(PCI) bus architecture promoted by Intel--PC-98 users will be able to connect their machines to peripherals produced by other companies and will also be able to network with DOS/V compatibles. By broadening its standards in this way, NEC has eroded the 'proprietaryness' of its PC-98 series, contributing to an increase in standardization and openness in the Japanese PC market as a whole. However, NEC hopes that the fact that DOS/V users still will not be able to run Japanese-language applications software developed for the PC-98 series--and NEC still has the bulk of Japanese-language PC applications--will allow it to retain its market share.80
Equally importantly, in July 1994 NEC announced that it would end its proprietary software strategy and pursue a new 'multi-platform software strategy' that will allow it to develop packaged software not only for its own computers but also for others such as IBM and UNIX compatibles. According to Toru Shiozaki, senior manager of NEC's Application Software Division, 'Since the global software market has long been dominated by US firms such as Microsoft . . . Japanese firms have only been paying money to them. I think this is a good opportunity to use multi-platform software titles as a tool to break into overseas software markets.' In the case of workstations, for example, NEC's multi-platform strategy will allow more than 60 per cent of the packaged software originally developed for NEC's proprietary EWS-4800 workstations to run on either Sun's or Hewlett-Packard's workstation or on Windows-installed personal computers. While in 1993 NEC earned only ¥15 billion from packaged software, it plans to increase this figure to ¥50 by March 1998.81 Of course, in overseas markets NEC faces the same competence problems of distribution that Fujitsu does.

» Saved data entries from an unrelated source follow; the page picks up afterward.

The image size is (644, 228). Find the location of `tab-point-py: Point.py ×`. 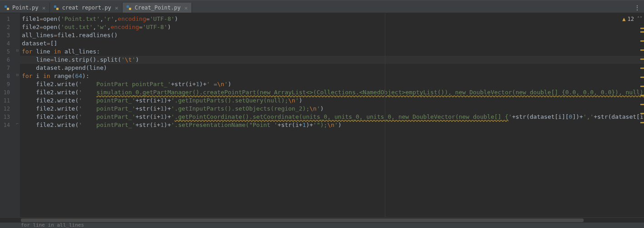

tab-point-py: Point.py × is located at coordinates (25, 8).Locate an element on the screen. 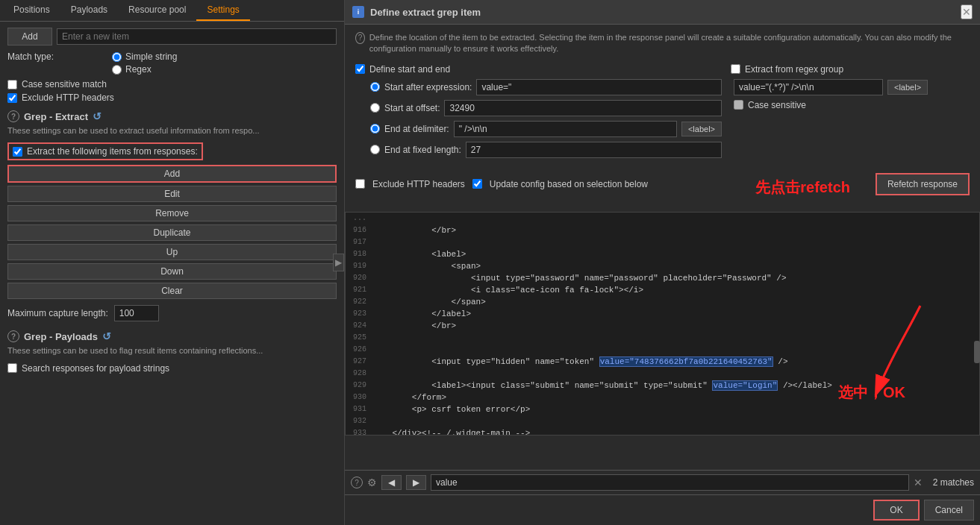 Image resolution: width=980 pixels, height=525 pixels. http-refetch-area: Exclude HTTP headers Update config based… is located at coordinates (663, 184).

It is clear from these details that the New World has arrived in the Japanese computer industry, leaving the Old World, modelled in the image of IBM's architecture of the mind, irreversibly behind.
Fig. 4.7 presents a summary of the evolution of the Japanese computer industry in comparative perspective. More specifically, it shows some of the major landmarks occurring in the US computer industry, and the corresponding events (sometimes in direct response to happenings in the USA) in the Japanese computer industry. This evolution has been analysed in detail in the body of the present chapter.